"A Star Called Henry” by Roddy Doyle is the April selection for IrishCentral’s Book Club.

Each month, we will pick a new Irish book or a great book by an Irish author and celebrate the amazing ability of the Irish to tell a good story for IrishCentral's Book Club.

Throughout April, we’ll be reading “A Star Called Henry,” first published in 1999 by award-winning Irish author Roddy Doyle. The Irish novel was included in the New York Times' Editors' Choice: The Best Books of 1999.

"A Star Called Henry" is the first in Doyle's "The Last Roundup" trilogy and is followed by "Oh, Play That Thing!" (2004) and "The Dead Republic" (2010).

Synopsis of “A Star Called Henry” by Roddy Doyle

Born in the Dublin slums of 1901, his father a one-legged whorehouse bouncer and settler of scores, Henry Smart has to grow up fast. By the time he can walk he's out robbing and begging, often cold and always hungry, but a prince of the streets.

By Easter Monday, 1916, he's fourteen years old and already six-foot-two, a soldier in the Irish Citizen Army. A year later he's ready to die for Ireland again, a rebel, a Fenian, and a killer.

With his father's wooden leg as his weapon, Henry becomes a Republican legend - one of Michael Collins' boys, a cop killer, an assassin on a stolen bike.

In 2016, a new edition to commemorate the centenary of the 1916 Easter Rising was released featuring an introduction by Roy Foster.

Reviews for “A Star Called Henry” by Roddy Doyle

"This is really a masterpiece" - The Irish Times

"This is Ireland's most famous living writer tackling one of the most crucial periods in its history... A Star Called Henry has all the hallmarks of the start of a major literary portrayal of a national experience" - The Guardian

"A vibrant work of fiction - In Doyle's ambidextrous hands, the making of modern Ireland gets a vigorous and illuminating run-down" - Independent

"Doyle just gets better and better... This is history evoked on an intimate, and yet earth-shaking scale, with a driving narrative that never falters. Maybe the Great American Novel remains to be written, but on the evidence of its first installment - this is the epic Irish one, created at a high pitch of eloquence" - Publisher's Weekly

"The energy and full-blooded dialogue of Doyle's creations are as much in evidence here as in the best of his previous work- A Star Called Henry is billed as Volume One of The Last Roundup. It is an exhilarating beginning" - Daily Telegraph

About Roddy Doyle

Roddy Doyle was born in Dublin in 1958. He is the author of eleven acclaimed novels including "The Commitments," "The Snapper," "The Van," and "Smile," two collections of short stories, and "Rory & Ita," a memoir about his parents. He won the Booker Prize in 1993 for "Paddy Clarke Ha Ha Ha."

(Synopsis, reviews, and biography provided by Penguin Random House.)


◆ **TO DO**:
A single figure is required: the number of lines in the data below that hold the word "screenshot".

◆ **TASK INPUT**:

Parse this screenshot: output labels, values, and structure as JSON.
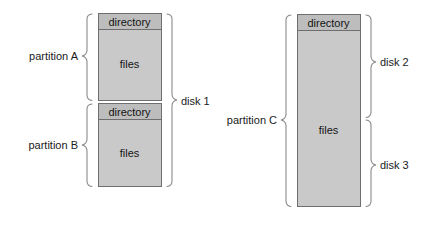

--

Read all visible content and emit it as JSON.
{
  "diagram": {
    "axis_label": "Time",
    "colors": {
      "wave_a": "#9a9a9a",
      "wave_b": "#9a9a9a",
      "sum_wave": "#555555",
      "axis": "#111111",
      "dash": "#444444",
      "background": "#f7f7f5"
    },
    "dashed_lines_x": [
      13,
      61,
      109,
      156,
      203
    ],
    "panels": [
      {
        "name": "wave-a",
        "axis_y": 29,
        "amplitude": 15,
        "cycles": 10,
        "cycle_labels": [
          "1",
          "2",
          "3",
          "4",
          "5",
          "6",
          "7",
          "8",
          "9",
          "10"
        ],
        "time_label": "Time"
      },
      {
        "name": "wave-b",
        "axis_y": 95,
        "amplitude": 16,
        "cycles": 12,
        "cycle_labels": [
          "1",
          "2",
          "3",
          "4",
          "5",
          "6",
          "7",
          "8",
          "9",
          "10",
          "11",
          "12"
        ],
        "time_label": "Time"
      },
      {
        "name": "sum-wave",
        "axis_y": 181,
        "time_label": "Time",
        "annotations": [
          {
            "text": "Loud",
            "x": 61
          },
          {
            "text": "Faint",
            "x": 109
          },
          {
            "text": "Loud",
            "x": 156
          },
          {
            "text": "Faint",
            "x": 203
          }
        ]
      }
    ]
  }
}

* * *

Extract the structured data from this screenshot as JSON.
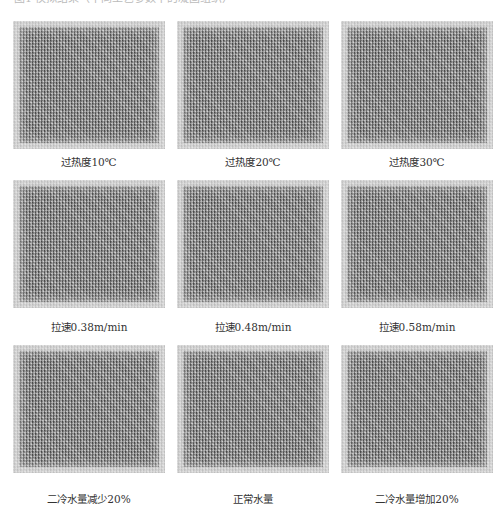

◆ **WRITTEN RESPONSE**:
2